Here is an interesting way of making explicit some of the tensions within an externalist account of evidence. I’m drawing here on some points Roger White made at the Arché Scepticism Conference, though I’m not sure Roger is perfectly happy with this way of putting things.
In what follows I’ll use ‘Pr’ for the evidential probability function (and hence assume that one exists), E(a) as a description for a’s evidence, Cr(p, a) for a’s credence in p, and Exp(X, a) as the expected value of random variable X according to probability function Pr conditioned on E(a). Then the following three statements are inconsistent. [There used to be a typo in the previous sentence, which Clayton noted in comments.]
- If a is perfectly rational, then Cr(p, a) = Pr(p | E(a)).
- If a is perfectly rational, then Cr(p, a) = Exp(Pr(p| E(a)), a).
- It is possible for a to be perfectly rational, and for Pr(p | E(a)) to not equal Exp(Pr(p| E(a)), a).
The intuition behind 1 is that for a rational agent, credence is responsive to the evidence.
The intuition behind 2 is that for a rational agent, their credences match up with what they think their credences ought to be. If 2 fails, then rational agents will find themselves taking bets that they (rationally!) judge that they should not take. Roger’s paper at the conference did a really good job of bringing out how odd this option is.
The intuition behind 3 is that not all perfectly rational agents know what their evidence is. So if p is part of a’s evidence, but a does not know that p is part of their evidence, then Pr(p | E(a)) will be 1, although Exp(Pr(p| E(a)), a) will be less than 1. I believe Williamson has some more dramatic violations of this principle in intuitive models, but all we need is one violation to get the example going.
Given that the 3 are inconsistent, we have an interesting paradox on our hands. I think, despite its plausibility, that the thing to give up is 2. Credences should be responsive to evidence. If you don’t know what your evidence is, you can’t know that you’re being responsive to evidence, i.e. being rational. It might be that all of the possible errors are on one side of the correct position. In that case, your best estimate of what you should do will diverge from what you should do. So anyone who thinks evidence isn’t always luminous will think that we will have oddities like the oddities used to motivate 2. So I think we have to learn to live with its failures.
Everyone at the conference seemed to assume that that’s also what Williamson would agree, and say that 2 is what should be given up. I’m not actually sure, as a matter of Williamson interpretation, that that’s correct. Williamson denies that we can interpret evidential probabilities in terms of credences of a hypothetically rational agent. It might be that he would give up both 1 and 2, and deny that there is any simple relationship between rational credence and evidential probability. Or he might accept that Exp(Pr(p| E(a)), a) is a better guide to rational credence than Pr(p | E(a)).
Whatever way we look at it though, I think that this is an interesting little paradox, and one of several reasons I liked the conference at the weekend was that I realised it existed.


WHAT THIS TASK INVOLVES: When you find the line with "The width and height of the screenshot is (789, 377)." among the records below, reproduce it and each line after it exactly, ending with the line with "Task: Click on the button: 1".

****

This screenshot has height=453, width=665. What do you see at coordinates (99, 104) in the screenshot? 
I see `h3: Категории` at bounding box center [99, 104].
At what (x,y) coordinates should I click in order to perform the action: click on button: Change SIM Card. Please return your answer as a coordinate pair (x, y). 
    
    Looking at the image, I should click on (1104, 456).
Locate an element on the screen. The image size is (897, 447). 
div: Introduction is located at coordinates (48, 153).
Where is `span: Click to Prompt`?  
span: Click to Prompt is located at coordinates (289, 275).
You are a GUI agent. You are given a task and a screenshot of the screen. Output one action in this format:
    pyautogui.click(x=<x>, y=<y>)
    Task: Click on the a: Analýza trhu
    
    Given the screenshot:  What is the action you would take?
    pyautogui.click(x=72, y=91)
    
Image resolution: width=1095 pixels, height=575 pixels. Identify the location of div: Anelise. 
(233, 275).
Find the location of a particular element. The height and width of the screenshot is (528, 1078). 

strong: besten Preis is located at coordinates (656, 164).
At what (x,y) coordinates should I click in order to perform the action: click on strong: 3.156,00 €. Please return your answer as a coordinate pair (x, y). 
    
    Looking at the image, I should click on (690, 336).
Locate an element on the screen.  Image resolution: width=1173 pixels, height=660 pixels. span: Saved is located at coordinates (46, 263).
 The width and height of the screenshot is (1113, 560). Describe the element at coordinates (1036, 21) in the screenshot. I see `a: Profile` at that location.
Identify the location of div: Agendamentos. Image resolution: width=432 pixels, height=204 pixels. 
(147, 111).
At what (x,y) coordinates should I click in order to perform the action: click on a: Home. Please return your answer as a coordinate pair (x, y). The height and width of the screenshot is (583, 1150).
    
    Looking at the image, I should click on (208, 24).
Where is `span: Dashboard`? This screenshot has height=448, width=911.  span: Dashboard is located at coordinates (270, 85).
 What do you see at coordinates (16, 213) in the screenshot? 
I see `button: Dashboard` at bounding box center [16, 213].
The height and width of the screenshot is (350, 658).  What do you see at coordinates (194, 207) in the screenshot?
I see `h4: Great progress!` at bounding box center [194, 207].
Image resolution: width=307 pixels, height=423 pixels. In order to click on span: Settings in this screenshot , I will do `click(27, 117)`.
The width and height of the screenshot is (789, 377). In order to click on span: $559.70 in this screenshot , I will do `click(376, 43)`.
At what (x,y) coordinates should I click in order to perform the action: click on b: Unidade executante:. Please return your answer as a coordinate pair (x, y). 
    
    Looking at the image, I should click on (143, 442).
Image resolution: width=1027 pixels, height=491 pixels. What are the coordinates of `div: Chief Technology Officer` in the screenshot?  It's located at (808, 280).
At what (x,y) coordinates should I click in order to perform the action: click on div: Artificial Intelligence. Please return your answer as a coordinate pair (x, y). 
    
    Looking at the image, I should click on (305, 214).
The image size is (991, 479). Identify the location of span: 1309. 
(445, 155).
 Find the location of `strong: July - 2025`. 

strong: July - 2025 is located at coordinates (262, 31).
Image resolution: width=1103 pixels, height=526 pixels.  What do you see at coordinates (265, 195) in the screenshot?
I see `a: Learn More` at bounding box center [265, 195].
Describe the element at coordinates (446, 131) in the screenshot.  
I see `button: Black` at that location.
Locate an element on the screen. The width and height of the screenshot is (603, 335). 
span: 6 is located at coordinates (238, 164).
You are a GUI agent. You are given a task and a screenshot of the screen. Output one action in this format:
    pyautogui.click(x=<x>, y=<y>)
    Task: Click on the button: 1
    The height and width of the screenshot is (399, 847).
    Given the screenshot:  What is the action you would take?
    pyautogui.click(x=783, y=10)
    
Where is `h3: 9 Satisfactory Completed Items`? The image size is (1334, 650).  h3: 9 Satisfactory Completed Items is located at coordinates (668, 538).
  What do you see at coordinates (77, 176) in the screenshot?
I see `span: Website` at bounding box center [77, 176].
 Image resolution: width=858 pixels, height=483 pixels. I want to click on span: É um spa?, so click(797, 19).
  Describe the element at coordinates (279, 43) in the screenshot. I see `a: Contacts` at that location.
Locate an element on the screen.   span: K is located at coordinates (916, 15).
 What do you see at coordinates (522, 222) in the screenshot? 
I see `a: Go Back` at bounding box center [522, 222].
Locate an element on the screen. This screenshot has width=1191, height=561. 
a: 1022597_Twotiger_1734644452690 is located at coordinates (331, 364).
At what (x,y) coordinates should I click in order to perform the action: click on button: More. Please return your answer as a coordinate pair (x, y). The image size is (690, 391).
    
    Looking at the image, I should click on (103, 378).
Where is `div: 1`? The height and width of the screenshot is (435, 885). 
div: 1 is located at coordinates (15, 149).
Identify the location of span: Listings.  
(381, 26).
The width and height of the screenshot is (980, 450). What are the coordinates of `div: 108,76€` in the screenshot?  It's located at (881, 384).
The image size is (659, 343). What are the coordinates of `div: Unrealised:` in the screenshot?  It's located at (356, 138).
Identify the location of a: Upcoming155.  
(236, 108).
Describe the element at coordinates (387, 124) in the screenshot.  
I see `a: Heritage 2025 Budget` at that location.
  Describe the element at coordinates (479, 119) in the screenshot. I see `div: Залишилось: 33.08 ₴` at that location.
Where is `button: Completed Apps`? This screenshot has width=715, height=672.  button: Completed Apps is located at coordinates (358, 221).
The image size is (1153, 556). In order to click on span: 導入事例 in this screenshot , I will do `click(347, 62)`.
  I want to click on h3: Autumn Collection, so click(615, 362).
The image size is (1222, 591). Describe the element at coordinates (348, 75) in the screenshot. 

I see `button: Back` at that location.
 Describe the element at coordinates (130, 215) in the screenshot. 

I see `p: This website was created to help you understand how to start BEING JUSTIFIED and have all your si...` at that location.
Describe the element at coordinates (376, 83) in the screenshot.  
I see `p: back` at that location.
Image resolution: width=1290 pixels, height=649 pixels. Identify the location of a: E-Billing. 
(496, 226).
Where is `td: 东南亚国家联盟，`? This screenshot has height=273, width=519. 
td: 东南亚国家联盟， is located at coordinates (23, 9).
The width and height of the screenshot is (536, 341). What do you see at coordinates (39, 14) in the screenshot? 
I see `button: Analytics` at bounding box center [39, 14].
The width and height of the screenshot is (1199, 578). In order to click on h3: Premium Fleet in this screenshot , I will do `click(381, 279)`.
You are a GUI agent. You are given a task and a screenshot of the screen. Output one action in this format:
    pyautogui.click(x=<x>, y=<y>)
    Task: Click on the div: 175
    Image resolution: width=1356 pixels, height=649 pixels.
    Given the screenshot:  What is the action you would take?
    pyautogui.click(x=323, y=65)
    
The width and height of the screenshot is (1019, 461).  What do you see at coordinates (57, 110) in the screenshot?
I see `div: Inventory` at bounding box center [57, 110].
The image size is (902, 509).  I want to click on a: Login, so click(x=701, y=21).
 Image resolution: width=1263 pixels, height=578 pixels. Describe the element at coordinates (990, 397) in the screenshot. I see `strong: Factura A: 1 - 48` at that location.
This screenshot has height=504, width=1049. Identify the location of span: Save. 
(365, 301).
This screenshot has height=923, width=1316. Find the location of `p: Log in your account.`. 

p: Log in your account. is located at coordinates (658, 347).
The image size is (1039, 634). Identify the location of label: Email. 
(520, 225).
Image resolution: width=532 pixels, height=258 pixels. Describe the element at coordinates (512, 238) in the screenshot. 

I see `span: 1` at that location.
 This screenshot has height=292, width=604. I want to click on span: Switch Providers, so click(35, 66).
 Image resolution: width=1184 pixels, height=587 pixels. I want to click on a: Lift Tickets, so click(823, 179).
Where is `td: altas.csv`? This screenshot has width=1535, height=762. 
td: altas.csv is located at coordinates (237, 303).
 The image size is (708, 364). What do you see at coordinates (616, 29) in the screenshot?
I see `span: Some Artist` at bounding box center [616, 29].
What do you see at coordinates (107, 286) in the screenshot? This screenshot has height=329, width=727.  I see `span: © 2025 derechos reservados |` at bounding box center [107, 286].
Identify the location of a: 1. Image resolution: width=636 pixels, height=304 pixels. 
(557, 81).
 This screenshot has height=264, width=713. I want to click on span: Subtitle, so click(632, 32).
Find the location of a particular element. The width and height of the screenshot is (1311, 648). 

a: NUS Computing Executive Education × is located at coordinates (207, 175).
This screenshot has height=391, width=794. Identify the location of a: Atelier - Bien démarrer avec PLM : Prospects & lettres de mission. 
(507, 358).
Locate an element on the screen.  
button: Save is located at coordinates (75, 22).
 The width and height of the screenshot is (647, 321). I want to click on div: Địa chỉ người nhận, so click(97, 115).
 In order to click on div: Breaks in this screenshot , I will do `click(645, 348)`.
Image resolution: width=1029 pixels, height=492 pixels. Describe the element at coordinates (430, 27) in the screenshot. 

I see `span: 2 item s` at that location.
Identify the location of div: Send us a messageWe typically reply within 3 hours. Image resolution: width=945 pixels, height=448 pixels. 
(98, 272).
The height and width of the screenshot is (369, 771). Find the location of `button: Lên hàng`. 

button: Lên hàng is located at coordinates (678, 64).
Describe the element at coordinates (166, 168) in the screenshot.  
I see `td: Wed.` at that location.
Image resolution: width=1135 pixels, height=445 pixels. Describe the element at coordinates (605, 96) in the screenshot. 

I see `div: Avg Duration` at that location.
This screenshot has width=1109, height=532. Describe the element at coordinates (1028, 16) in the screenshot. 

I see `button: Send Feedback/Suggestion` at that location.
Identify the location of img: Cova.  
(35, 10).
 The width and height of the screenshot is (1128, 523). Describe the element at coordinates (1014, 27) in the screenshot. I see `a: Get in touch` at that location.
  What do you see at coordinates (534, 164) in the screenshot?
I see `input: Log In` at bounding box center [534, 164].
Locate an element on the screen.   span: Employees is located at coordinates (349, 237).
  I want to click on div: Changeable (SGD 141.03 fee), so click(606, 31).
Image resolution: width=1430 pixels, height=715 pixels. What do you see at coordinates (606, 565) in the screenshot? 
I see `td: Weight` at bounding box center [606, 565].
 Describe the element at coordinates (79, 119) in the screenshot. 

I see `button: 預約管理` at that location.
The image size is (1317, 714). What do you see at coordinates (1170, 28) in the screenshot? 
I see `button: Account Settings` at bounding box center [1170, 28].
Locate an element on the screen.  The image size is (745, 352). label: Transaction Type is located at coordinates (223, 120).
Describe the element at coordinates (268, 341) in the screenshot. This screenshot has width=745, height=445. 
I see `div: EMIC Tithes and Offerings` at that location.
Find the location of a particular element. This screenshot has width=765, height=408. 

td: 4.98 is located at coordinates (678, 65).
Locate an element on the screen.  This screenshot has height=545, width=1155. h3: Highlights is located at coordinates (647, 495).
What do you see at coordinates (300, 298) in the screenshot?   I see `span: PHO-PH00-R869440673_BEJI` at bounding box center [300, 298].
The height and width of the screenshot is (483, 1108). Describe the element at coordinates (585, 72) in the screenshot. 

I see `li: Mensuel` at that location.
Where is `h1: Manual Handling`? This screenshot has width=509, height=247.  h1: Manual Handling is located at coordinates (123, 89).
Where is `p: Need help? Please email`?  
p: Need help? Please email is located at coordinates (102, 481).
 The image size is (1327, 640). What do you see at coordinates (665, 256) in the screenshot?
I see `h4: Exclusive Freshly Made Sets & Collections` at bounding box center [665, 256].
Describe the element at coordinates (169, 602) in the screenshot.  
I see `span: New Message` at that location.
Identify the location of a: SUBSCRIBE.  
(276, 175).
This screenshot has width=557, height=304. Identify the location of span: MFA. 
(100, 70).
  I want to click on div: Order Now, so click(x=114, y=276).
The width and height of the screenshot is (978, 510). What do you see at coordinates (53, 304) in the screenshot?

****

ANSWER TO THE EXERCISE:
The width and height of the screenshot is (789, 377). In order to click on span: $559.70 in this screenshot , I will do `click(376, 43)`.
At what (x,y) coordinates should I click in order to perform the action: click on b: Unidade executante:. Please return your answer as a coordinate pair (x, y). 
    
    Looking at the image, I should click on (143, 442).
Image resolution: width=1027 pixels, height=491 pixels. What are the coordinates of `div: Chief Technology Officer` in the screenshot?  It's located at (808, 280).
At what (x,y) coordinates should I click in order to perform the action: click on div: Artificial Intelligence. Please return your answer as a coordinate pair (x, y). 
    
    Looking at the image, I should click on (305, 214).
The image size is (991, 479). Identify the location of span: 1309. 
(445, 155).
 Find the location of `strong: July - 2025`. 

strong: July - 2025 is located at coordinates (262, 31).
Image resolution: width=1103 pixels, height=526 pixels.  What do you see at coordinates (265, 195) in the screenshot?
I see `a: Learn More` at bounding box center [265, 195].
Describe the element at coordinates (446, 131) in the screenshot.  
I see `button: Black` at that location.
Locate an element on the screen. The width and height of the screenshot is (603, 335). 
span: 6 is located at coordinates (238, 164).
You are a GUI agent. You are given a task and a screenshot of the screen. Output one action in this format:
    pyautogui.click(x=<x>, y=<y>)
    Task: Click on the button: 1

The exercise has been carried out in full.